## Supplied records
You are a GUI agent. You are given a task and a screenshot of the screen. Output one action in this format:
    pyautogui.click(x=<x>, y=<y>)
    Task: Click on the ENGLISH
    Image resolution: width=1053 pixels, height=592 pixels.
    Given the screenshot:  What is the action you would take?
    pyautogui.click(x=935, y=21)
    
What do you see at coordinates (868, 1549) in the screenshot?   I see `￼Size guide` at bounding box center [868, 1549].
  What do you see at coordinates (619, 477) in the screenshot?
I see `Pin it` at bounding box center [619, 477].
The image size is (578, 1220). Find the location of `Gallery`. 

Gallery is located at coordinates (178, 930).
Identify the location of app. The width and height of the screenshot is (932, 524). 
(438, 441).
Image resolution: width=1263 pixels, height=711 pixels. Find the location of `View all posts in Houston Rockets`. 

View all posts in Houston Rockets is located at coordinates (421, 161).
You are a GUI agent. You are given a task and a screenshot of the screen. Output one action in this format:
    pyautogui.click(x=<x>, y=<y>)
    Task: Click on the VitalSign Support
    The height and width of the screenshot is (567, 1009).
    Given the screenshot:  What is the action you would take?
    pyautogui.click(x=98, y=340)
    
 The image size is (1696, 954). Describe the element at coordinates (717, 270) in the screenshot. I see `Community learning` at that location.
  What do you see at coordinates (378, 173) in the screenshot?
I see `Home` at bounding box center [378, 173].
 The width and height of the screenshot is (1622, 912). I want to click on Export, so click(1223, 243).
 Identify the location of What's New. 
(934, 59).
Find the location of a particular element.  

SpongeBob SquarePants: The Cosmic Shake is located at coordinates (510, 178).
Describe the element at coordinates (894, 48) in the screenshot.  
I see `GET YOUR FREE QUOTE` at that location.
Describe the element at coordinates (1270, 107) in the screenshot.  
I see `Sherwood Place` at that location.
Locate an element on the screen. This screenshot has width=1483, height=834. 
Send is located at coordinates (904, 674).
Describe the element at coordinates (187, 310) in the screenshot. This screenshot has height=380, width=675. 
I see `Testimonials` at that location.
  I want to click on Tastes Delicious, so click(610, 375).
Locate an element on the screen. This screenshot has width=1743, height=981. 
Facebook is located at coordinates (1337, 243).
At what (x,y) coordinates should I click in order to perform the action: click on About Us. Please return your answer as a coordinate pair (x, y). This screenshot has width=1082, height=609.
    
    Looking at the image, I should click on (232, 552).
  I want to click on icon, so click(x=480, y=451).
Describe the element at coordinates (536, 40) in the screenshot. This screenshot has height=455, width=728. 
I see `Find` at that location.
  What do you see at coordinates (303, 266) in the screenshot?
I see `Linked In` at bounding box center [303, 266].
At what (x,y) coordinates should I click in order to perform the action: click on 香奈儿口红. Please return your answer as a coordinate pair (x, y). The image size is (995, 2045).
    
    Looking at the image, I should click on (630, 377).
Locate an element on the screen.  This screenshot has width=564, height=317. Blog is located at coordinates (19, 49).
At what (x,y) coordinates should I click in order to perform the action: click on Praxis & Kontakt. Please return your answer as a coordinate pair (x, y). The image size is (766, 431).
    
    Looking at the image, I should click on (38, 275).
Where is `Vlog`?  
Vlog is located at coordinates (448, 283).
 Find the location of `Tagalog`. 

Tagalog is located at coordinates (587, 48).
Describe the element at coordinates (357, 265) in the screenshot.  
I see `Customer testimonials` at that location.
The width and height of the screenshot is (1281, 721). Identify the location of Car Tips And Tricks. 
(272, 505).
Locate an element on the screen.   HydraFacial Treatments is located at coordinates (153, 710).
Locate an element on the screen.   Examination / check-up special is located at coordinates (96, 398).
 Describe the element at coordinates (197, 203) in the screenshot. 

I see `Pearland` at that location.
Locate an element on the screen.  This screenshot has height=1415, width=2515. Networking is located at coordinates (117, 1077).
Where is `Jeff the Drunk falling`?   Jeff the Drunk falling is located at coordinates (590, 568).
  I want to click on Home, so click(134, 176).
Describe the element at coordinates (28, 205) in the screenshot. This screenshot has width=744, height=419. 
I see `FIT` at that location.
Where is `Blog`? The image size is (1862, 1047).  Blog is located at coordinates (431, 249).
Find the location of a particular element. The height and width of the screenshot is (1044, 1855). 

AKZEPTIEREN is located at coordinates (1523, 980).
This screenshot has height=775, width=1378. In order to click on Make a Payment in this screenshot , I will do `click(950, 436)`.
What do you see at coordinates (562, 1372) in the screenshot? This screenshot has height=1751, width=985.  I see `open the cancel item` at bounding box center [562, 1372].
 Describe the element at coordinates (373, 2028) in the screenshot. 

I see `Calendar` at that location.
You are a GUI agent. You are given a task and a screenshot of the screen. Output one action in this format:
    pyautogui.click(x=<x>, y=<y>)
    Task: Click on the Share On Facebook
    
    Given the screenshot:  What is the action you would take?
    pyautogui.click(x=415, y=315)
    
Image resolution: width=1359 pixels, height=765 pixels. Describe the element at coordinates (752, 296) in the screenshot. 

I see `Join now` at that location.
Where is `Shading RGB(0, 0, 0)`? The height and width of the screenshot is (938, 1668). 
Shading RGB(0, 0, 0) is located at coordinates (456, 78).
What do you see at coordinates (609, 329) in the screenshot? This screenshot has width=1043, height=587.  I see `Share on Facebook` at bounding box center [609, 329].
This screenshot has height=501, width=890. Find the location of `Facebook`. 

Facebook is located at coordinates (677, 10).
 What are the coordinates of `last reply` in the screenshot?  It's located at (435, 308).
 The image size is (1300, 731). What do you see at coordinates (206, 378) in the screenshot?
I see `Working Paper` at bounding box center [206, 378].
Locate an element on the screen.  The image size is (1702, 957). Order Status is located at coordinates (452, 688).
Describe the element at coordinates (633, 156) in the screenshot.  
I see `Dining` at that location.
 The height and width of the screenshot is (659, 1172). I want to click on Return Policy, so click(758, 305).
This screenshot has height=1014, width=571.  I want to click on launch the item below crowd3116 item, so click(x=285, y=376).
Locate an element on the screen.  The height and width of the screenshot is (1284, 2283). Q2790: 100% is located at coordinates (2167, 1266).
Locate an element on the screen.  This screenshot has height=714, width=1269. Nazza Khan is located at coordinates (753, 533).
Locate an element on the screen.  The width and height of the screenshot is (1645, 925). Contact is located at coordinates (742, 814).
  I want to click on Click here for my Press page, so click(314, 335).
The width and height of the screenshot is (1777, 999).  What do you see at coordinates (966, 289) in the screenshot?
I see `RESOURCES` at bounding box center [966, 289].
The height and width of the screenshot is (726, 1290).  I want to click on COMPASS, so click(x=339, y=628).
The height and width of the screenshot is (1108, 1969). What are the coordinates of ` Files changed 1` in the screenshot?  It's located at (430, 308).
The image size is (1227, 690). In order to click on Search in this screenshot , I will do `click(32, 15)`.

## What to work on
Once the line containing "The height and width of the screenshot is (1108, 1969)." is found, print it and every line after it through the end of the listing, exactly and alone.

## Response for this exercise
The height and width of the screenshot is (1108, 1969). What are the coordinates of ` Files changed 1` in the screenshot?  It's located at (430, 308).
The image size is (1227, 690). In order to click on Search in this screenshot , I will do `click(32, 15)`.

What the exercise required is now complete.